═══ Records provided ═══

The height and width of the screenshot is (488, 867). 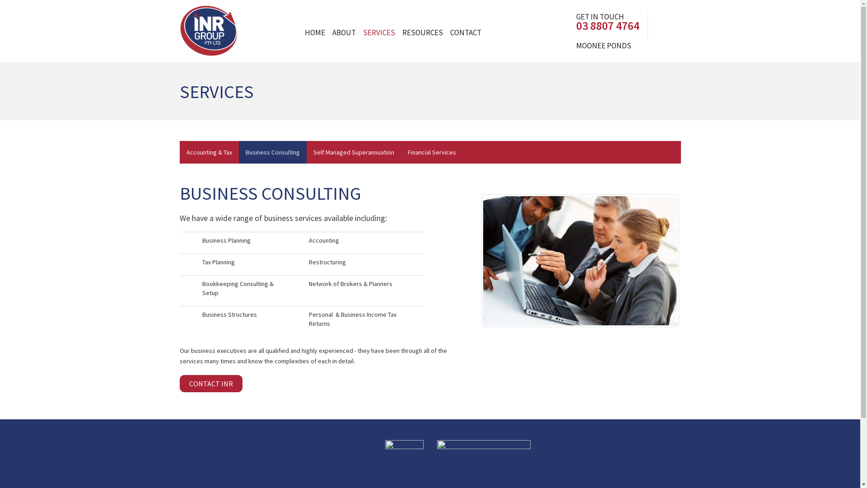 I want to click on 03 8807 4764, so click(x=608, y=21).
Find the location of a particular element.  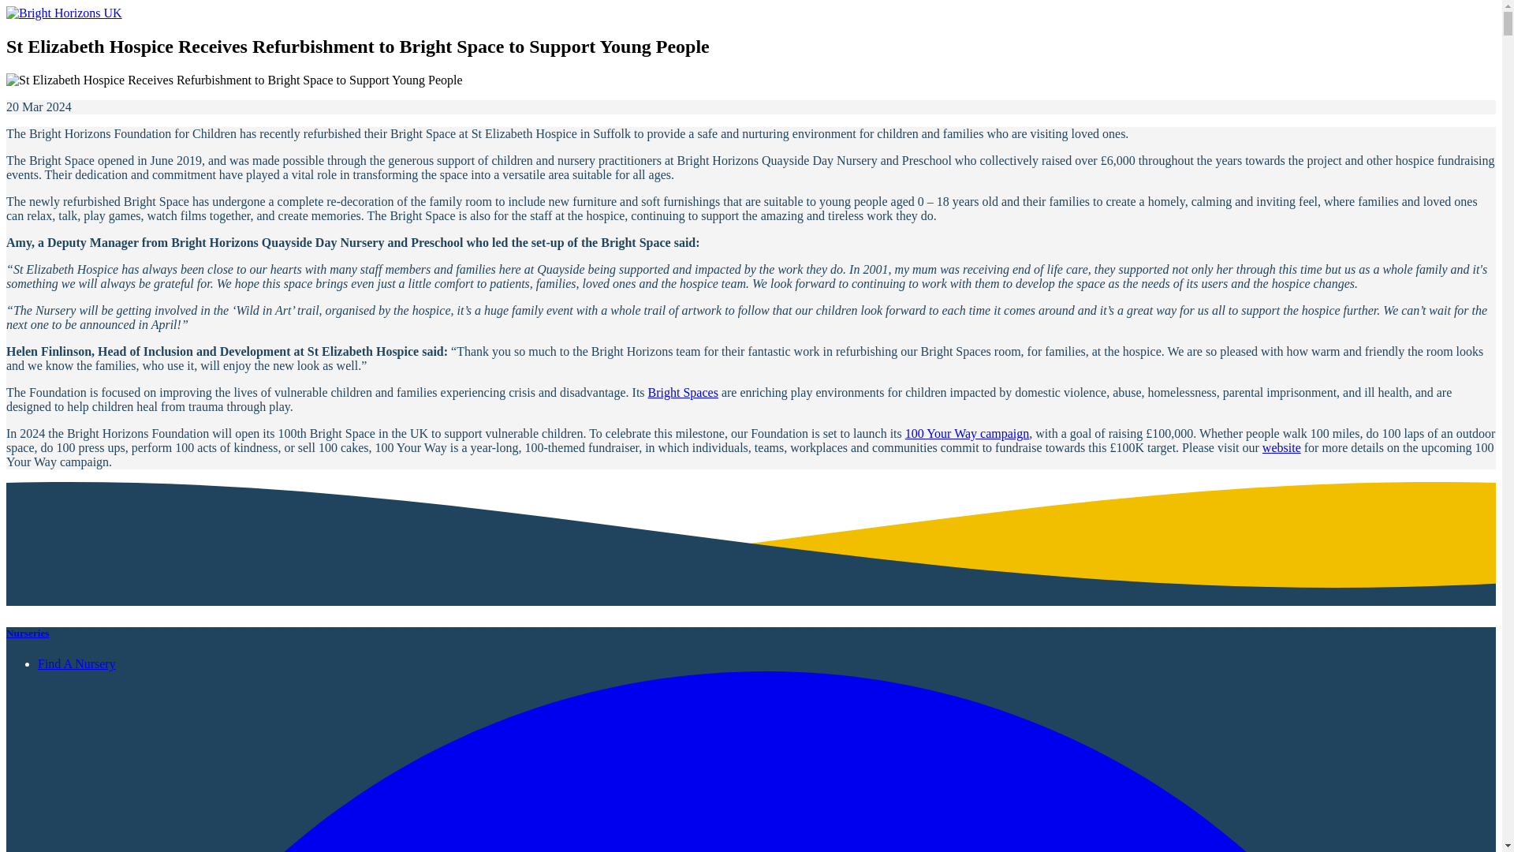

Bright Spaces is located at coordinates (683, 393).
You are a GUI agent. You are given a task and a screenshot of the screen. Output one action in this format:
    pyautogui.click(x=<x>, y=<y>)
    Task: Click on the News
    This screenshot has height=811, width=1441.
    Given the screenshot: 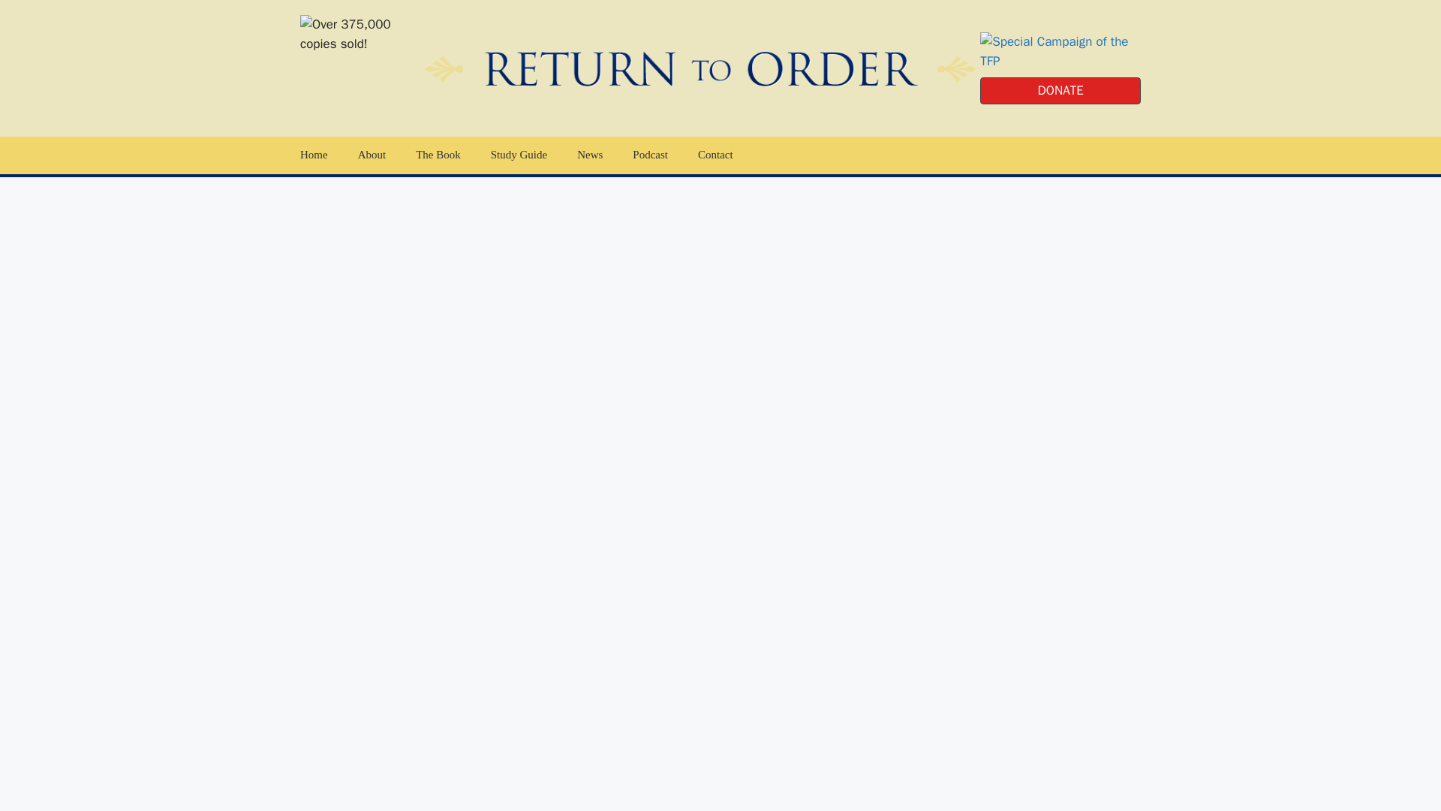 What is the action you would take?
    pyautogui.click(x=590, y=155)
    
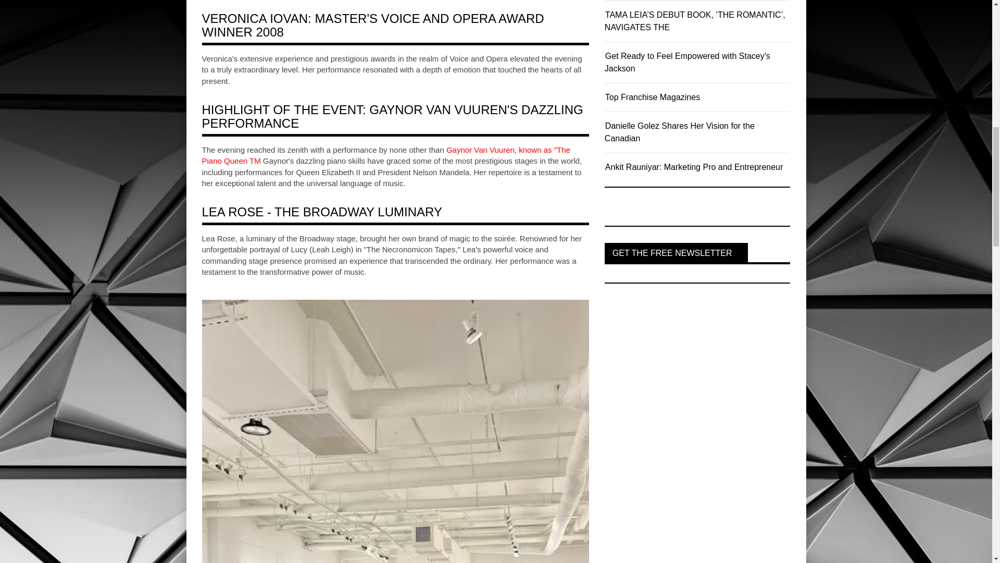 The width and height of the screenshot is (1000, 563). I want to click on Get Ready to Feel Empowered with Stacey's Jackson, so click(688, 63).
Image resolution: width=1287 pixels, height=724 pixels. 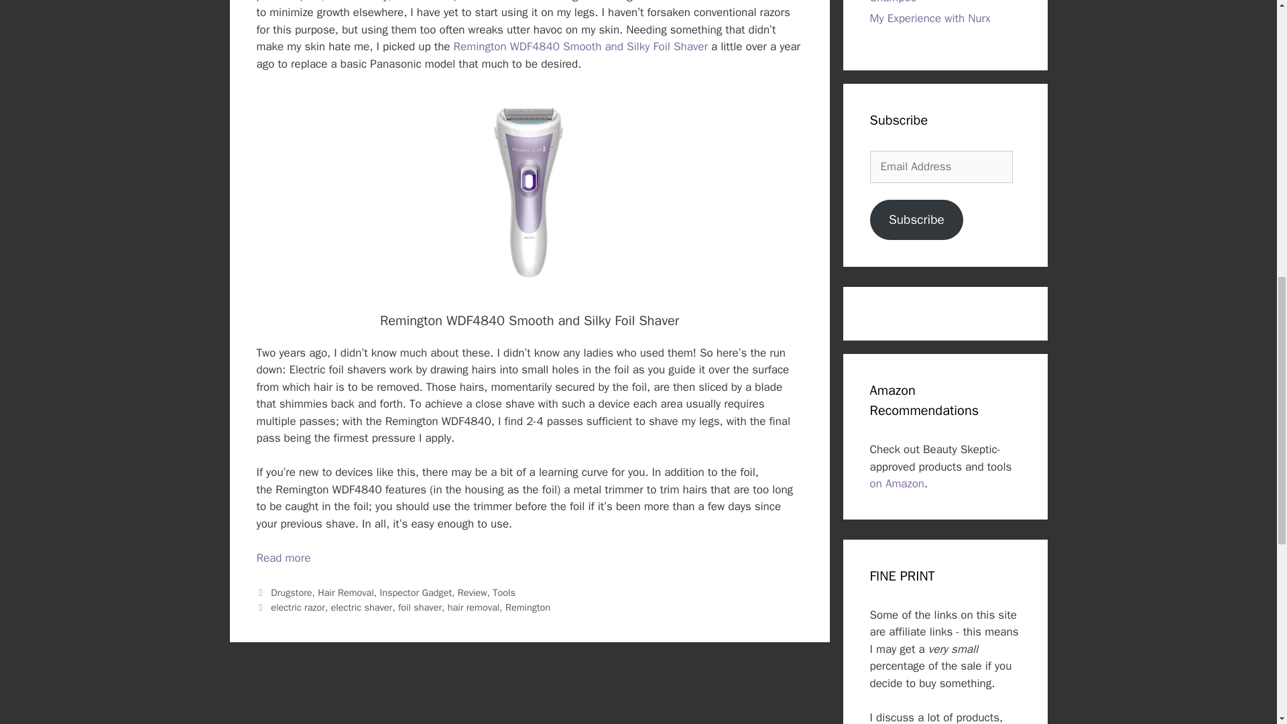 What do you see at coordinates (473, 593) in the screenshot?
I see `Review` at bounding box center [473, 593].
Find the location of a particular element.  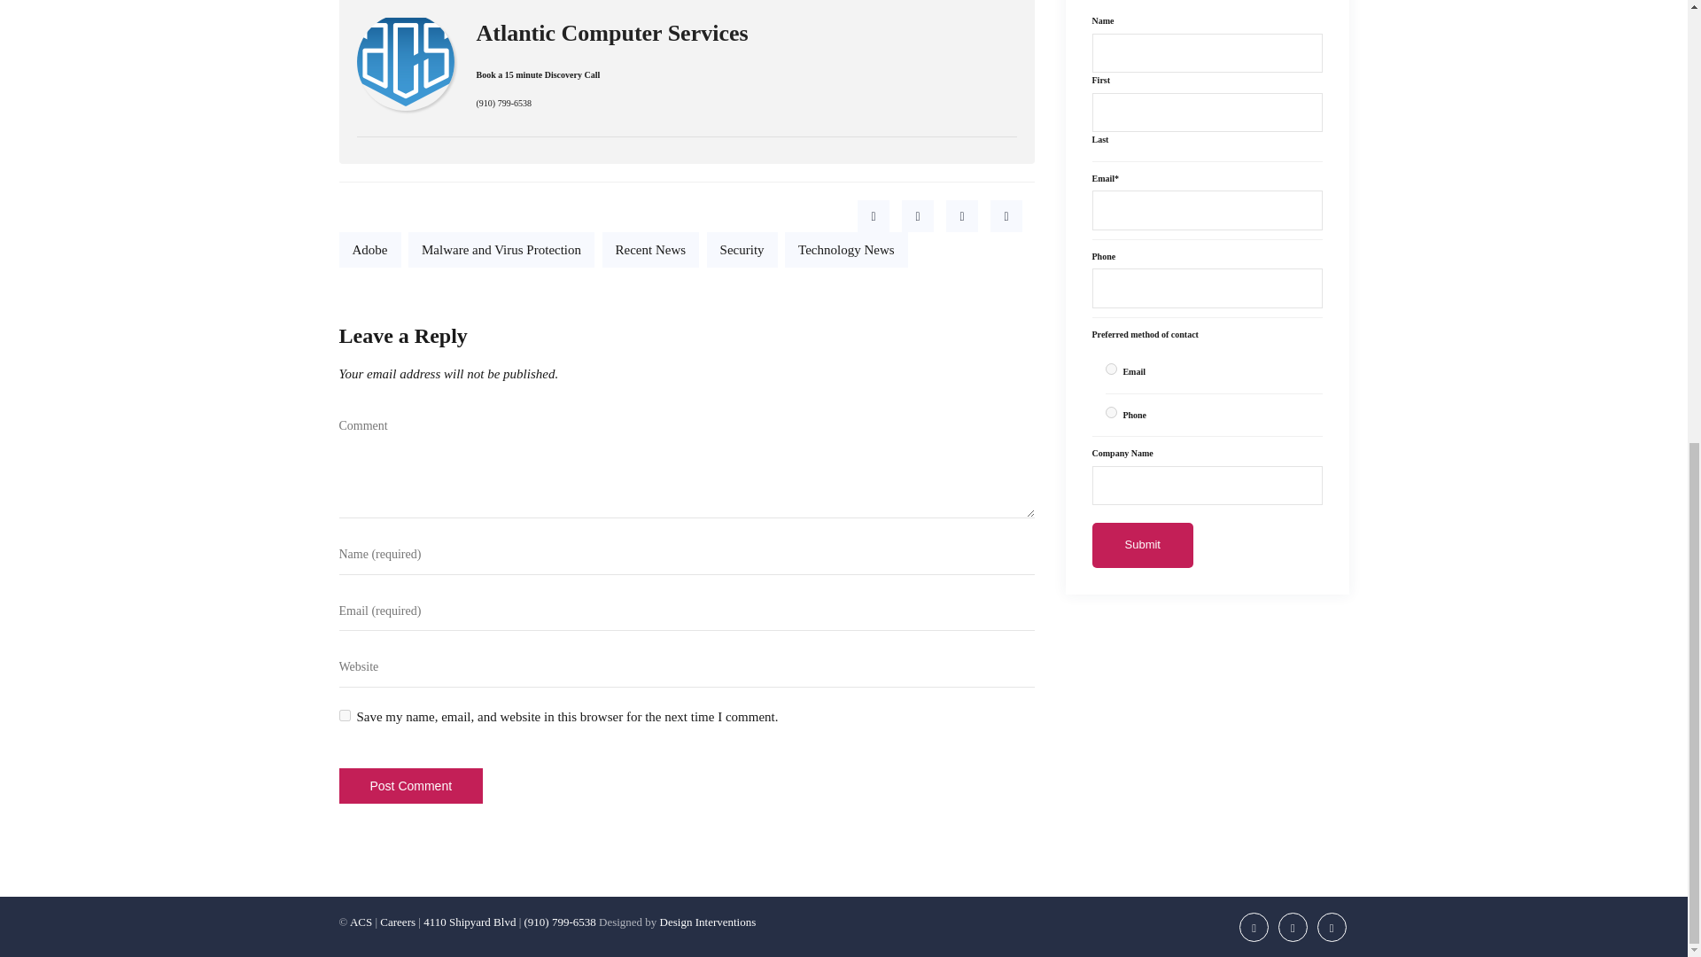

Post Comment is located at coordinates (411, 786).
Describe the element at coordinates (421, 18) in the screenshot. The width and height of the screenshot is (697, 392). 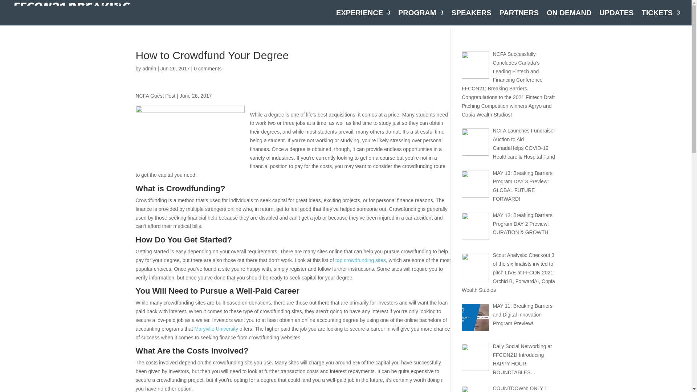
I see `PROGRAM` at that location.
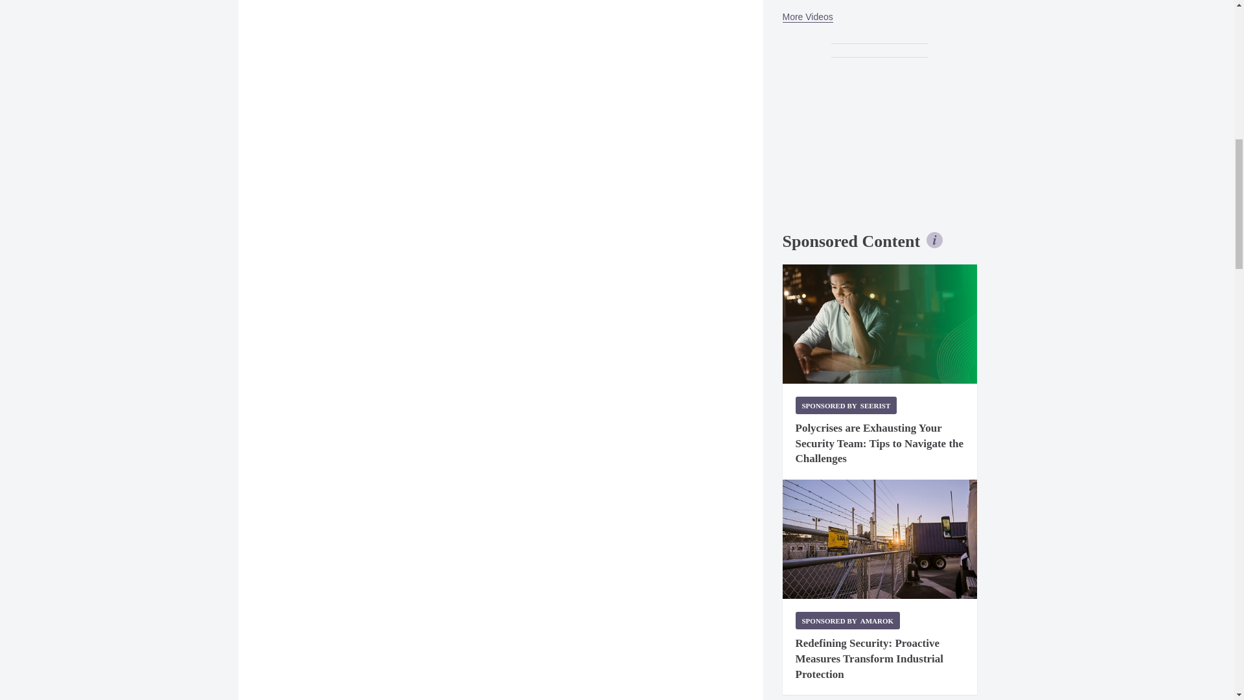 The height and width of the screenshot is (700, 1244). Describe the element at coordinates (879, 539) in the screenshot. I see `AMAROK Security Gate` at that location.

═══

### Instructions to follow
The response must hold only the lines above from the line with "You are a GUI" through the line with "This screenshot has", each copied exactly, both ends kept.

### Task solution
You are a GUI agent. You are given a task and a screenshot of the screen. Output one action in this format:
    pyautogui.click(x=<x>, y=<y>)
    Task: Click on the News
    This screenshot has height=811, width=1441.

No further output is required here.